### Task objective
Repeat exactly the lines that begin at the one containing "Describe the element at coordinates (403, 285)" and end at the final line of the records; include no pictures and nothing else.

### Screenshot grounding data

● ● ● ● ● ● ●

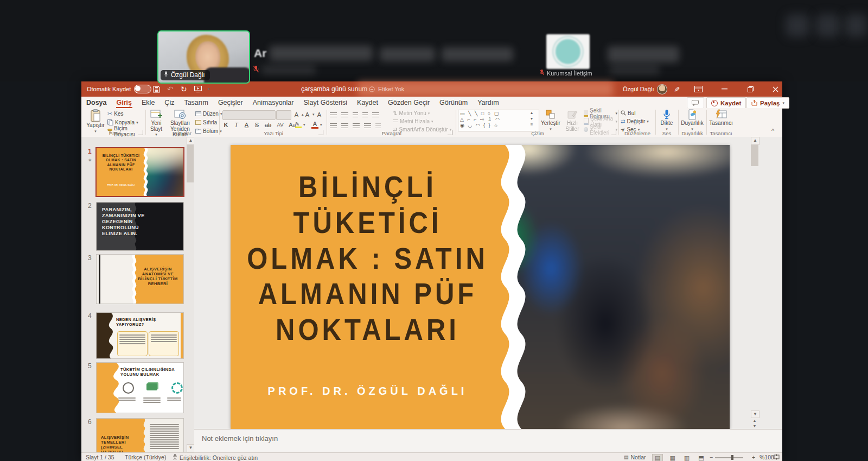 The image size is (868, 461). Describe the element at coordinates (148, 102) in the screenshot. I see `tab-ekle: Ekle` at that location.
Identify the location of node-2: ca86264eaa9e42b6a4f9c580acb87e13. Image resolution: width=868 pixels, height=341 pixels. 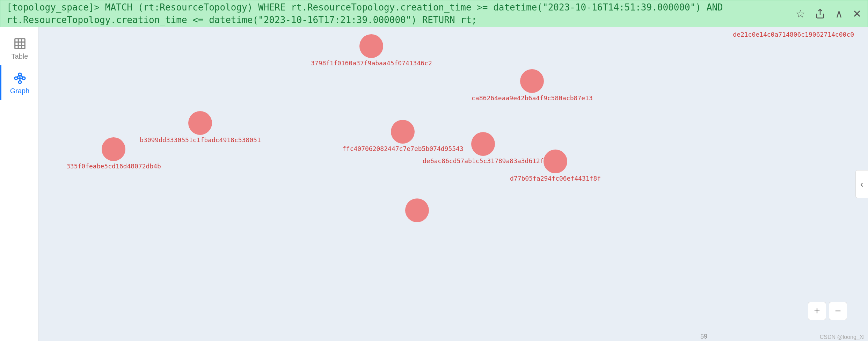
(532, 85).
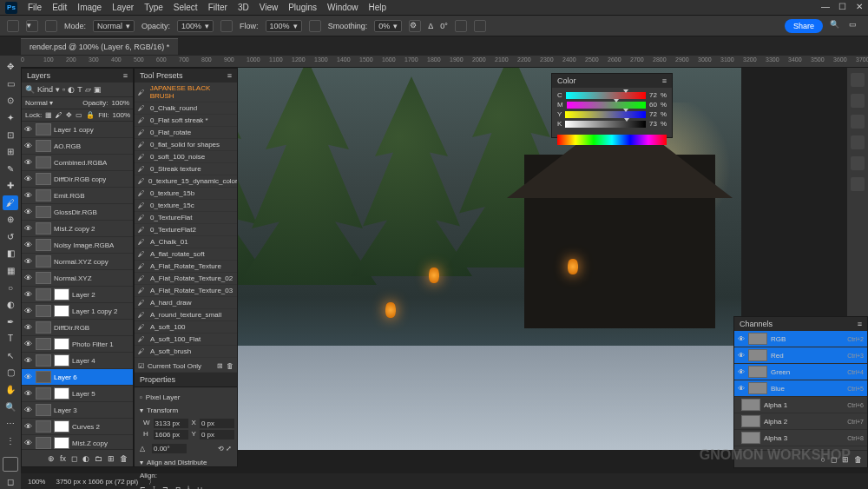 The height and width of the screenshot is (489, 868). Describe the element at coordinates (77, 377) in the screenshot. I see `layer-item: 👁Layer 6` at that location.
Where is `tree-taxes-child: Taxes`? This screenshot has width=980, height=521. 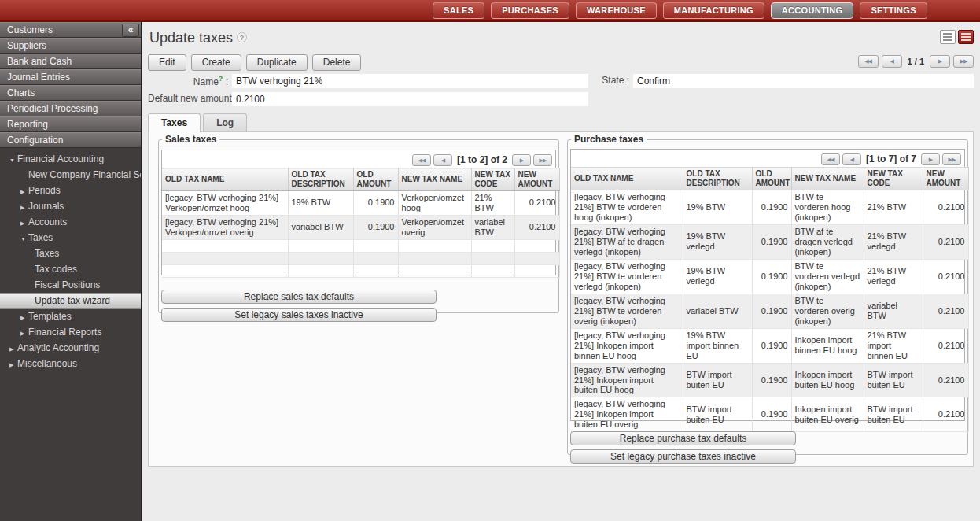
tree-taxes-child: Taxes is located at coordinates (71, 253).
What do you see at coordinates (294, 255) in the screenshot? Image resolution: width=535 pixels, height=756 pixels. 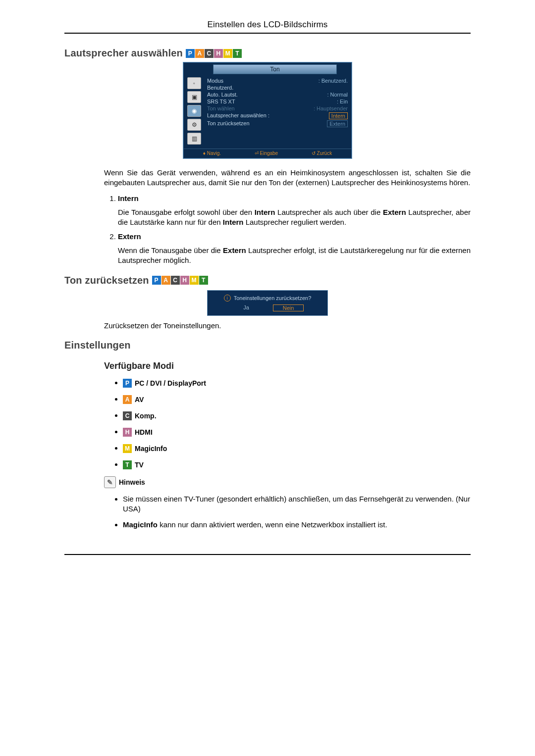 I see `option-desc: Wenn die Tonausgabe über die Extern Laut…` at bounding box center [294, 255].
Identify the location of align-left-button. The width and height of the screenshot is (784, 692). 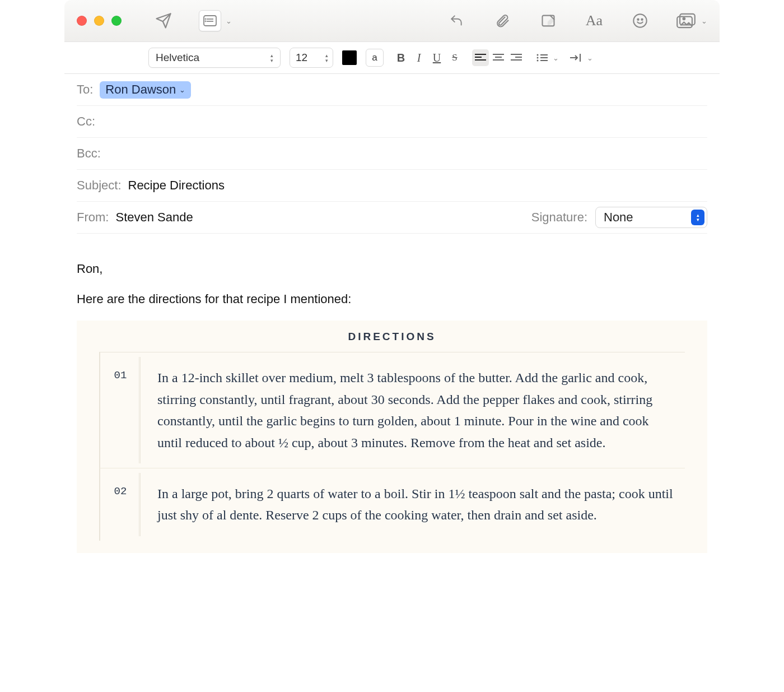
(480, 58).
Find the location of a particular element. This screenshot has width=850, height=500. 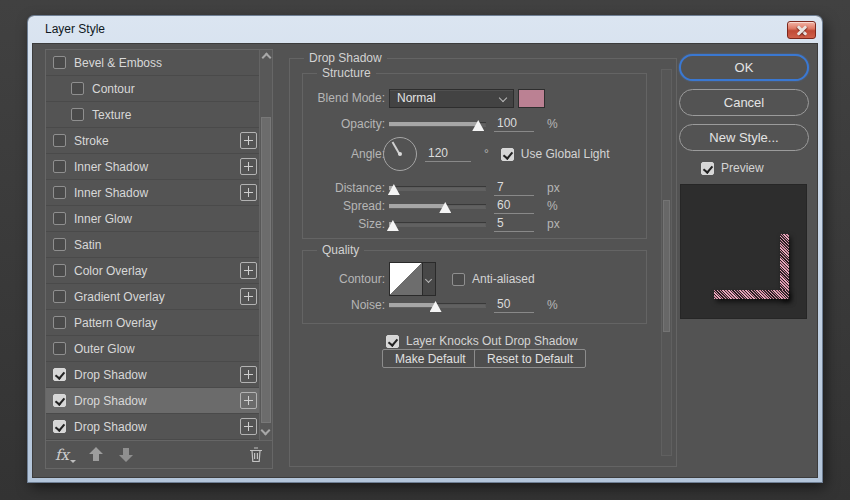

opacity-input: 100 is located at coordinates (514, 124).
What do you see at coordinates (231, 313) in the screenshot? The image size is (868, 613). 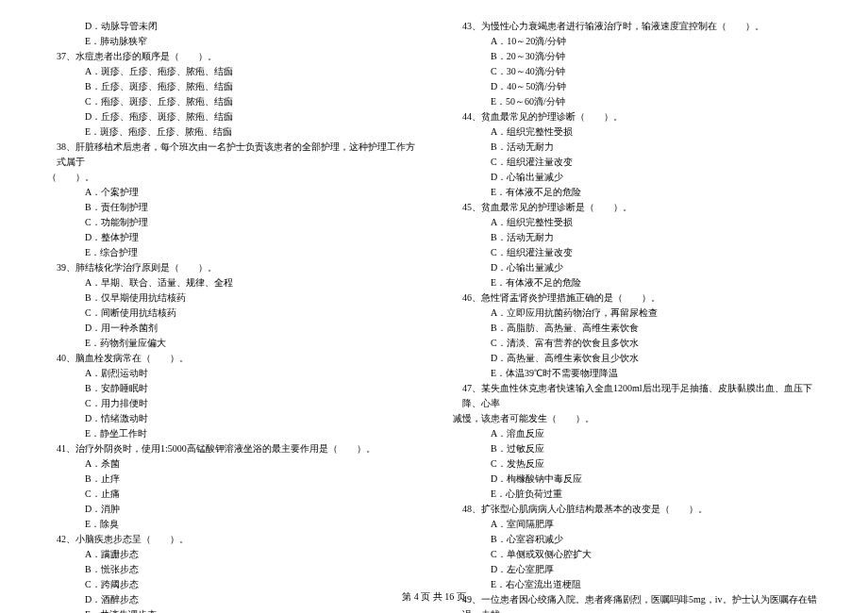 I see `option-text: C．间断使用抗结核药` at bounding box center [231, 313].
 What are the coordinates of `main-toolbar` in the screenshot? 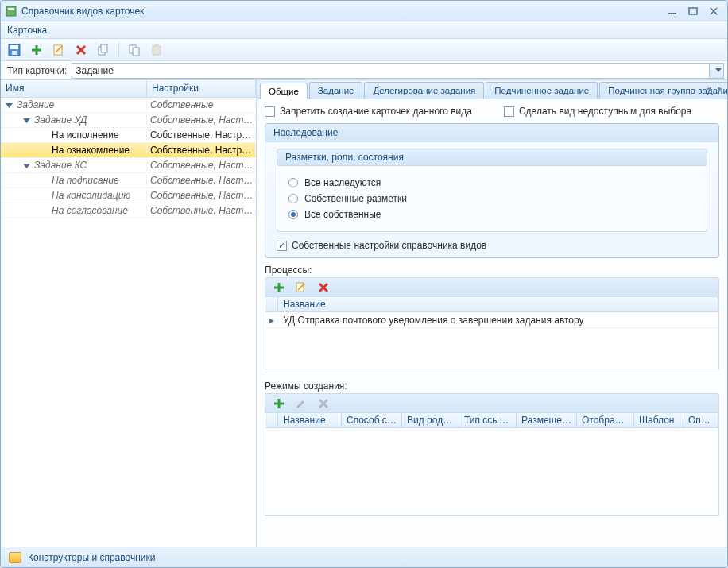 It's located at (364, 50).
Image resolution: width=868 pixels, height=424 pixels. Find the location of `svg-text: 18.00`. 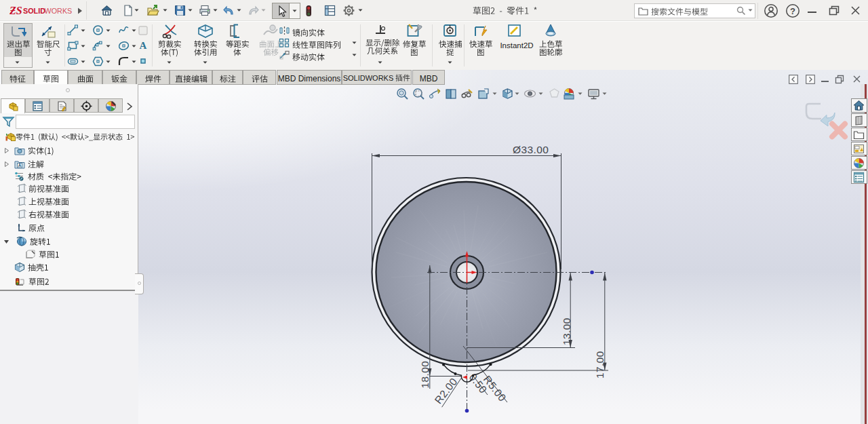

svg-text: 18.00 is located at coordinates (425, 374).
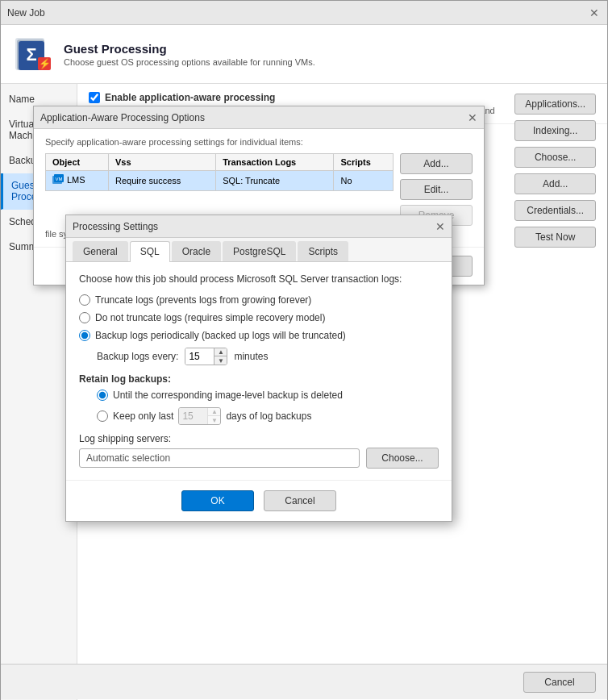 The height and width of the screenshot is (700, 608). What do you see at coordinates (85, 300) in the screenshot?
I see `option-truncate-radio` at bounding box center [85, 300].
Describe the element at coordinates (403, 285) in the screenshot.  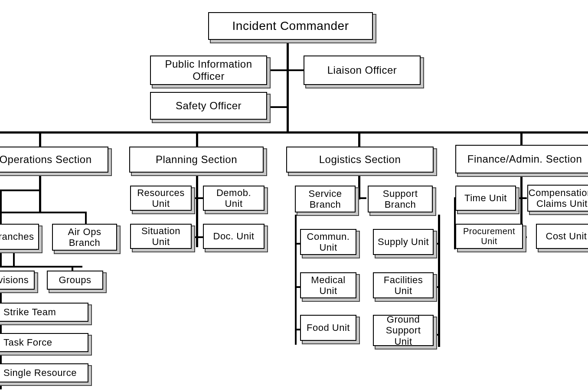
I see `facilities-unit-box: Facilities Unit` at that location.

● ● ● ● ● ● ●

### Solved exercise
Describe the element at coordinates (403, 285) in the screenshot.  
I see `facilities-unit-box: Facilities Unit` at that location.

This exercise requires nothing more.